Planning proved contentious. In July 2002, Deputy Prime Minister John Prescott ordered a formal planning inquiry after the proposal drew opposition from the Commission for Architecture and the Built Environment and several heritage organizations including the Royal Parks Foundation and English Heritage, who worried about the tower's visual impact on the city. The inquiry ran through April and May 2003, and in November of that year the Office of the Deputy Prime Minister announced that planning consent had been granted. Prescott's office stated that he would only approve skyscrapers of exceptional design, and concluded that the proposed tower met that standard.

Securing the physical site proved nearly as complicated as winning planning permission. Sellar, his original partners CLS Holdings plc and CN Ltd — acting on behalf of the Halabi Family Trust — obtained an interim funding package of £196 million in September 2006 from the Nationwide Building Society and Kaupthing Singer and Friedlander. This money allowed them to pay off accumulated costs and to buy out the occupational lease held by PricewaterhouseCoopers, who then relocated their operations from Southwark Towers. With vacant possession secured, demolition preparations began in September 2007.

Then the global financial system began to tremble. Turbulence in the markets in late 2007 threatened to derail the project entirely, lending some credence to those who invoke the so-called Skyscraper Index, which holds that the announcement of the world's tallest buildings tends to coincide with economic peaks before crashes. The project's survival came down to a deal struck in January 2008, when Sellar announced that a consortium of Qatari investors had paid £150 million for an 80 percent stake. That arrangement was later structured so that the State of Qatar ultimately owns 95 percent of the building, with Sellar Property Group retaining 5 percent. The Qatari investment insulated the project from the worst of the financial crisis that subsequently swept the world.

The building contractor Mace was awarded the construction contract at a fixed price of no more than £350 million, though that figure had risen to approximately £435 million by October 2008. Demolition of Southwark Towers was substantially complete by late 2008 and fully finished in early 2009, after which site preparation began for the Shard itself.
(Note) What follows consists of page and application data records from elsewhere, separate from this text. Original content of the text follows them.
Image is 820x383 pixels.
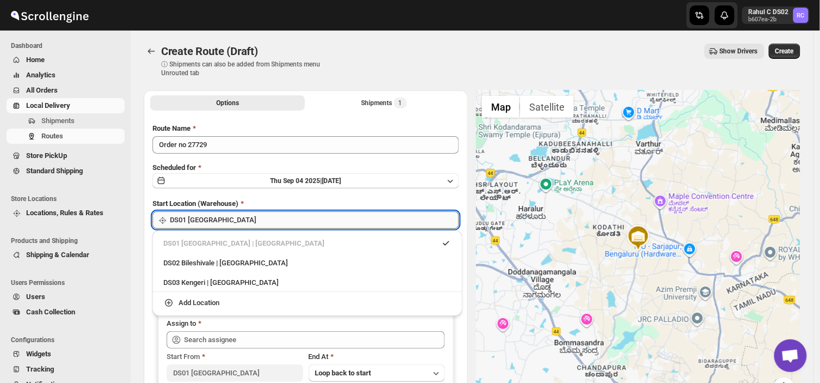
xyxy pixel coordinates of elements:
[7,52,125,68] button: Home
[307,95,462,111] button: Selected Shipments
[11,194,125,203] span: Store Locations
[315,369,372,377] span: Loop back to start
[749,8,789,16] p: Rahul C DS02
[26,308,75,316] span: Cash Collection
[271,177,322,185] span: Thu Sep 04 2025 |
[7,68,125,83] button: Analytics
[161,45,258,58] span: Create Route (Draft)
[26,56,45,64] span: Home
[7,205,125,221] button: Locations, Rules & Rates
[11,236,125,245] span: Products and Shipping
[153,136,459,154] input: Eg: Bengaluru Route
[153,124,191,132] span: Route Name
[163,277,452,288] div: DS03 Kengeri | [GEOGRAPHIC_DATA]
[482,96,520,118] button: Show street map
[798,12,805,19] text: RC
[153,173,459,188] button: Thu Sep 04 2025|[DATE]
[11,336,125,344] span: Configurations
[184,331,445,349] input: Search assignee
[26,86,58,94] span: All Orders
[7,346,125,362] button: Widgets
[7,289,125,305] button: Users
[7,113,125,129] button: Shipments
[26,251,89,259] span: Shipping & Calendar
[309,364,445,382] button: Loop back to start
[362,98,407,108] div: Shipments
[144,44,159,59] button: Routes
[167,352,200,361] span: Start From
[26,293,45,301] span: Users
[520,96,574,118] button: Show satellite imagery
[11,41,125,50] span: Dashboard
[41,117,75,125] span: Shipments
[775,339,807,372] a: Open chat
[150,95,305,111] button: All Route Options
[399,99,403,107] span: 1
[769,44,801,59] button: Create
[153,252,462,272] li: DS02 Bileshivale
[41,132,63,140] span: Routes
[11,278,125,287] span: Users Permissions
[720,47,758,56] span: Show Drivers
[26,365,54,373] span: Tracking
[26,151,67,160] span: Store PickUp
[153,272,462,292] li: DS03 Kengeri
[309,351,445,362] div: End At
[153,199,239,208] span: Start Location (Warehouse)
[26,71,56,79] span: Analytics
[161,60,333,77] p: ⓘ Shipments can also be added from Shipments menu Unrouted tab
[163,258,452,269] div: DS02 Bileshivale | [GEOGRAPHIC_DATA]
[26,101,70,109] span: Local Delivery
[179,297,220,308] div: Add Location
[153,235,462,252] li: DS01 Sarjapur
[7,247,125,263] button: Shipping & Calendar
[705,44,765,59] button: Show Drivers
[216,99,239,107] span: Options
[26,209,104,217] span: Locations, Rules & Rates
[153,163,196,172] span: Scheduled for
[776,47,794,56] span: Create
[167,318,196,329] div: Assign to
[26,167,83,175] span: Standard Shipping
[163,238,452,249] div: DS01 [GEOGRAPHIC_DATA] | [GEOGRAPHIC_DATA]
[749,16,789,23] p: b607ea-2b
[322,177,342,185] span: [DATE]
[26,350,51,358] span: Widgets
[7,129,125,144] button: Routes
[7,83,125,98] button: All Orders
[9,2,90,29] img: ScrollEngine
[170,211,459,229] input: Search location
[794,8,809,23] span: Rahul C DS02
[7,305,125,320] button: Cash Collection
[742,7,810,24] button: User menu
[7,362,125,377] button: Tracking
Construction started formally in March 2009. The tower was topped out — meaning its highest structural point was reached — on March 30, 2012, and the building was inaugurated on July 5, 2012. Practical completion followed in November 2012.

Renzo Piano's design takes the form of a glass-clad pyramid, its surface composed of angled glass panels that reflect light differently depending on the time of day and weather conditions. The effect was entirely intentional: Piano wanted the building to appear to dematerialize at its upper reaches, blending into the sky rather than asserting a hard geometric endpoint. The tower has 95 storeys in total, with 72 habitable floors. The building houses offices, the five-star Shangri-La Hotel, residential apartments, restaurants, and retail space — a genuinely mixed-use development rather than a single-purpose corporate block.

The viewing gallery and open-air observation deck sit on the 72nd floor at a height of 244 meters. This facility, known as The View from The Shard, was opened to the public on February 1, 2013, and has since drawn millions of visitors who come not only for the panorama of London but for the experience of standing in what is, in architectural terms, the pointed upper section of a glass pyramid hundreds of meters above the ground.

The Shard's arrival was not universally celebrated. Critics argued that its scale was inappropriate for a neighborhood of low-rise Victorian and Edwardian streets, and heritage groups continued to express concern about its visual intrusion into views of the Tower of London and other protected sightlines. Others pointed out that the tower's residential and hotel units were largely aimed at wealthy international buyers and guests rather than at local Londoners, raising familiar questions about who benefits when cities chase prestige architecture. These debates did not prevent the building from becoming one of the most photographed structures in Britain, its silhouette now as immediately recognizable as Tower Bridge or the Houses of Parliament.